The other tweak is making all the big AM guys suppress one sideband.

Put a 1000 kHz in New York and Los Angeles, but on opposite sidebands so a good radio here in Denver can select between them. Let every top-100 metro have one or two 250 kW services, and not a lot else. Let every state have another one or two boomers.

Using the sideband technique, we have essentially 200 clear channel stations, giving every location a dozen or so daytime services and of course 200 nighttime. Canada and Mexico, which have more MW needy territory to cover, might play along, considering that a MW radio in much of the world receives nothing at all as MW services have been retired. In fact, Canada and Mexico should have more of a share of MW than the U.S. does in a fair world.

Odds are that this revitalized MW service would result in an interesting and convenient service that better answers the public interest, convenience and necessity. Even marginal AM stations move to better spectral ground too. Even the syndication guys win with FM (or digital) VHF signals in their markets, backed up by the occasional wide-area MW simulcast service for the truckers and denizens of the deserts and north woods. This is a case where we should move from flood plane to hilltop and build nicer places.

But mostly, a world of many interference-free diverse voices (all also available locally on VHF simulcasts) seems a better revitalization of the MW band than does a cacophony of sizzling digital wideband signals battling the laws of nature and nighttime propagation in an attempt to deliver a purely local service into places where MW just won’t go.

Truckers, campers, DXers, arm chair travelers, ultra rural residents and owners of antique furniture-quality AM radios, two dollar transistor radios and marginal MW stations … all win.
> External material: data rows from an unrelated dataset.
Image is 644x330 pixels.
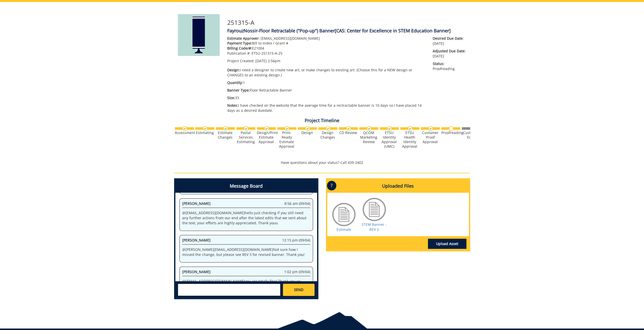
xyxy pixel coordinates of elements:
div: Design/Print Estimate Approval [257,131,276,144]
p: 33 [227,95,425,100]
img: no [448,126,454,131]
span: Status: [432,61,466,66]
span: Desired Due Date: [432,36,466,41]
h4: Message Board [176,180,317,193]
span: Publication #: [227,51,250,56]
span: [PERSON_NAME] [182,269,211,274]
img: checkmark [408,126,412,131]
a: Upload Asset [428,239,466,249]
div: CD Review [339,131,358,135]
span: SEND [294,287,303,292]
h3: 251315-A [227,19,466,26]
p: ? [327,181,336,190]
span: 8:56 am (09/04) [284,201,310,206]
p: I need a designer to create new art, or make changes to existing art. (Choose this for a NEW desi... [227,67,425,78]
div: ETSU Identity Approval (UMC) [380,131,398,149]
p: @ [PERSON_NAME][EMAIL_ADDRESS][DOMAIN_NAME] Not sure how I missed the change, but please see REV ... [182,247,310,257]
span: Quantity: [227,80,243,85]
span: 1:02 pm (09/04) [284,269,310,274]
p: Bill to Index / Grant # [227,41,425,46]
div: QCOM Marketing Review [359,131,378,144]
div: Estimate Changes [216,131,235,140]
img: checkmark [346,126,351,131]
span: Design: [227,67,240,73]
div: Customer Edits [462,131,481,140]
span: Banner Type: [227,88,250,93]
img: checkmark [243,126,249,131]
img: checkmark [305,126,310,131]
img: checkmark [182,126,187,131]
h4: Uploaded Files [327,180,468,193]
div: Design [298,131,317,135]
img: checkmark [203,126,207,131]
span: Notes: [227,103,238,108]
p: E21004 [227,46,425,51]
p: Have questions about your status? Call 439-2402 [174,160,470,165]
p: I have checked on the website that the average time for a rectractable banner is 10 days so I hav... [227,103,425,113]
a: STEM Banner - REV 3 [361,222,387,232]
span: Billing Code/#: [227,46,252,50]
a: Estimate [337,227,351,232]
p: @ [EMAIL_ADDRESS][DOMAIN_NAME] you are totally fine! Thank you so much for your efforts! I will g... [182,279,310,294]
a: SEND [283,284,314,296]
div: Postal Services Estimating [236,131,255,144]
span: Project Created: [227,59,254,63]
p: @ [EMAIL_ADDRESS][DOMAIN_NAME] hello just checking if you still need any further actions from our... [182,211,310,225]
span: [CAS: Center for Excellence in STEM Education Banner] [335,28,450,33]
div: Customer Proof Approval [421,131,440,144]
p: 1 [227,80,425,85]
p: Floor Retractable Banner [227,88,425,93]
img: checkmark [285,126,289,131]
img: checkmark [223,126,228,131]
p: Proofreading [432,61,466,72]
img: checkmark [367,126,371,131]
div: ETSU Health Identity Approval [400,131,419,149]
div: Print-Ready Estimate Approval [277,131,296,149]
div: Estimating [195,131,214,135]
img: checkmark [325,126,330,131]
img: Product featured image [178,14,220,56]
span: Size: [227,95,235,100]
img: checkmark [387,126,392,131]
p: [EMAIL_ADDRESS][DOMAIN_NAME] [227,36,425,41]
span: 12:15 pm (09/04) [282,238,310,243]
h4: Project Timeline [174,118,470,123]
h4: FayrouzNossir-Floor Retractable ("Pop-up") Banner [227,28,466,33]
textarea: messageToSend [178,284,280,296]
p: [DATE] [432,36,466,46]
span: ETSU-251315-A-25 [251,51,282,56]
span: Estimate Approver: [227,36,259,41]
span: Payment Type: [227,41,252,45]
img: checkmark [428,126,433,131]
p: [DATE] [432,48,466,59]
span: [DATE] 2:56pm [255,59,280,63]
span: [PERSON_NAME] [182,201,211,206]
span: Adjusted Due Date: [432,48,466,54]
span: [PERSON_NAME] [182,238,211,242]
div: Proofreading [441,131,460,135]
img: checkmark [264,126,269,131]
div: Assessment [175,131,194,135]
div: Design Changes [318,131,337,140]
That leaves only the digital-on-MW folks in the cold. Let’s hope they will be happy with being able to do all-digital on the VHF expansion and migration.

Let MW return to what it was born to do: a handful of low-fidelity services with divergent voices to the distant corners of the continent … a place for the unique voices of distant lands. MW is not incurably sick, and extraordinary high-tech resuscitation is not indicated.

The author is a broadcast engineer active in industry education and cutting-edge technology, mostly on the streaming and video side. His first love is AM radio. He says he has four 1,800-foot Beverage antennas and is “rebuilding a Gates BC-1F like some people rebuild old Mustang convertibles.”